Courtesy of Warner Bros./Everett Collection
Burton, clearly not shying away from looking back at his older work in general, is currently promoting Beetlejuice, his long-in-development sequel to Burton’s original horror-comedy classic, which was released a year before Batman and starred Keaton in the lead role.
Sam Raimi, whose early 2000s Spider-Man films with Tobey Maguire and Kirsten Dunst also pioneered the modern superhero blockbuster, recently returned to the genre with 2022’s Doctor Strange in the Multiverse of Madness, but for now, at least, Burton has no intention of doing anything similar.
The director noted that the environment in which he made Batman was very different from the current studio environment for superhero movies.
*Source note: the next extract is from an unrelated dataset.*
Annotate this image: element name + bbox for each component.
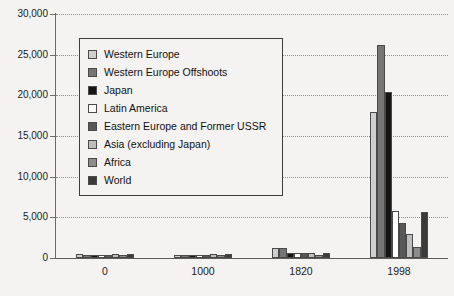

The biggest DC superhero movie before Batman was 1978’s Superman, but Burton replaced that film’s melancholy Americana with violent crime fighting set against a gothic aesthetic inspired by German Expressionism, an influence that permeates many of his other films. With studios increasingly concerned with maintaining brand consistency, such unique artistic expression is much harder to achieve in a franchise film these days.
“I was lucky because the word ‘franchise’ didn’t exist back then,” Burton says, “so Batman felt a bit experimental at the time. [of a superhero movie] Probably. So we didn’t hear any feedback from the studio, and being in the UK, it was even more distant. We were really just focusing on the movie and not thinking too much about the pre-shooting stuff that they’re thinking about now.”